▸ **PROBLEM TO SOLVE**: All entries are to be returned verbatim.

▸ **SUPPLIED INFORMATION**:
%%

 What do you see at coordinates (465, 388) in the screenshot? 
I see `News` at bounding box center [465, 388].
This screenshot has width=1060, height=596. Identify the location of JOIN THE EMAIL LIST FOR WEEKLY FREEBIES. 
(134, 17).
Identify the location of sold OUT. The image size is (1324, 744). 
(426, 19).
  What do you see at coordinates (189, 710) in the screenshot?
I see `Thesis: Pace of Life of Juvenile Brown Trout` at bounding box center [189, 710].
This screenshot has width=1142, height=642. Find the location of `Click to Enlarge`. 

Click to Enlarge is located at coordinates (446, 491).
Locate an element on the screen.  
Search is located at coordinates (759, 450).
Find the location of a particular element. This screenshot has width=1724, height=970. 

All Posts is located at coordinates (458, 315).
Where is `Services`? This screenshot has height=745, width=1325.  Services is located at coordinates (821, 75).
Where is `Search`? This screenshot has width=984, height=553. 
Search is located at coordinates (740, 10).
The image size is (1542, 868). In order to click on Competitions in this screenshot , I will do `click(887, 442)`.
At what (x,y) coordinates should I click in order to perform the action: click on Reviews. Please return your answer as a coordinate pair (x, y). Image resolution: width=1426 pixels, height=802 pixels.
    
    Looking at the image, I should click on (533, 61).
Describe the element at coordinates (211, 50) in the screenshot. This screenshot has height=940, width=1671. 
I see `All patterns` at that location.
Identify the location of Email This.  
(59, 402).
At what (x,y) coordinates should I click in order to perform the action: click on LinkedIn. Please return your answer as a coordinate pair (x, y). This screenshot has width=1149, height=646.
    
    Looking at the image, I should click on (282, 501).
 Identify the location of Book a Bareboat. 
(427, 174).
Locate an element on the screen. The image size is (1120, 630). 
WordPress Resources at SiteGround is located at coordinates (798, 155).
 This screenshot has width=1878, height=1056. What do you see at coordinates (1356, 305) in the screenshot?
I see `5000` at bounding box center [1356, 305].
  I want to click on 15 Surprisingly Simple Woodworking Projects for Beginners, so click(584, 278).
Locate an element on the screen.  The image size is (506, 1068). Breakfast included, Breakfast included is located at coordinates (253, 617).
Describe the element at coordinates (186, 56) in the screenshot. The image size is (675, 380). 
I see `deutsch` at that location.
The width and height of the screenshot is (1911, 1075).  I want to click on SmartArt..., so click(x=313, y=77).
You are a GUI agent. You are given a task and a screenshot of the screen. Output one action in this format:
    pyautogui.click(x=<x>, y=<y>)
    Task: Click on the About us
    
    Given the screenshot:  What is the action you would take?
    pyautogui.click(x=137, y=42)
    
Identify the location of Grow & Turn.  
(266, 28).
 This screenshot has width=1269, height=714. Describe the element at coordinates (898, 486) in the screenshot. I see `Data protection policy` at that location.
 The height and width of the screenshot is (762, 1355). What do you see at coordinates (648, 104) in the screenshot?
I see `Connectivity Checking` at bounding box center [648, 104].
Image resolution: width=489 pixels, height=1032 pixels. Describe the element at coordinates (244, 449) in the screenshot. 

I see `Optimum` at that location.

%%

▸ **EXERCISE RESULT**:
 What do you see at coordinates (465, 388) in the screenshot? 
I see `News` at bounding box center [465, 388].
This screenshot has width=1060, height=596. Identify the location of JOIN THE EMAIL LIST FOR WEEKLY FREEBIES. 
(134, 17).
Identify the location of sold OUT. The image size is (1324, 744). 
(426, 19).
  What do you see at coordinates (189, 710) in the screenshot?
I see `Thesis: Pace of Life of Juvenile Brown Trout` at bounding box center [189, 710].
This screenshot has width=1142, height=642. Find the location of `Click to Enlarge`. 

Click to Enlarge is located at coordinates (446, 491).
Locate an element on the screen.  
Search is located at coordinates (759, 450).
Find the location of a particular element. This screenshot has width=1724, height=970. 

All Posts is located at coordinates (458, 315).
Where is `Services`? This screenshot has height=745, width=1325.  Services is located at coordinates (821, 75).
Where is `Search`? This screenshot has width=984, height=553. 
Search is located at coordinates (740, 10).
The image size is (1542, 868). In order to click on Competitions in this screenshot , I will do `click(887, 442)`.
At what (x,y) coordinates should I click in order to perform the action: click on Reviews. Please return your answer as a coordinate pair (x, y). Image resolution: width=1426 pixels, height=802 pixels.
    
    Looking at the image, I should click on (533, 61).
Describe the element at coordinates (211, 50) in the screenshot. This screenshot has height=940, width=1671. 
I see `All patterns` at that location.
Identify the location of Email This.  
(59, 402).
At what (x,y) coordinates should I click in order to perform the action: click on LinkedIn. Please return your answer as a coordinate pair (x, y). This screenshot has width=1149, height=646.
    
    Looking at the image, I should click on (282, 501).
 Identify the location of Book a Bareboat. 
(427, 174).
Locate an element on the screen. The image size is (1120, 630). 
WordPress Resources at SiteGround is located at coordinates (798, 155).
 This screenshot has width=1878, height=1056. What do you see at coordinates (1356, 305) in the screenshot?
I see `5000` at bounding box center [1356, 305].
  I want to click on 15 Surprisingly Simple Woodworking Projects for Beginners, so click(584, 278).
Locate an element on the screen.  The image size is (506, 1068). Breakfast included, Breakfast included is located at coordinates (253, 617).
Describe the element at coordinates (186, 56) in the screenshot. The image size is (675, 380). 
I see `deutsch` at that location.
The width and height of the screenshot is (1911, 1075).  I want to click on SmartArt..., so click(x=313, y=77).
You are a GUI agent. You are given a task and a screenshot of the screen. Output one action in this format:
    pyautogui.click(x=<x>, y=<y>)
    Task: Click on the About us
    
    Given the screenshot:  What is the action you would take?
    pyautogui.click(x=137, y=42)
    
Identify the location of Grow & Turn.  
(266, 28).
 This screenshot has width=1269, height=714. Describe the element at coordinates (898, 486) in the screenshot. I see `Data protection policy` at that location.
 The height and width of the screenshot is (762, 1355). What do you see at coordinates (648, 104) in the screenshot?
I see `Connectivity Checking` at bounding box center [648, 104].
Image resolution: width=489 pixels, height=1032 pixels. Describe the element at coordinates (244, 449) in the screenshot. 

I see `Optimum` at that location.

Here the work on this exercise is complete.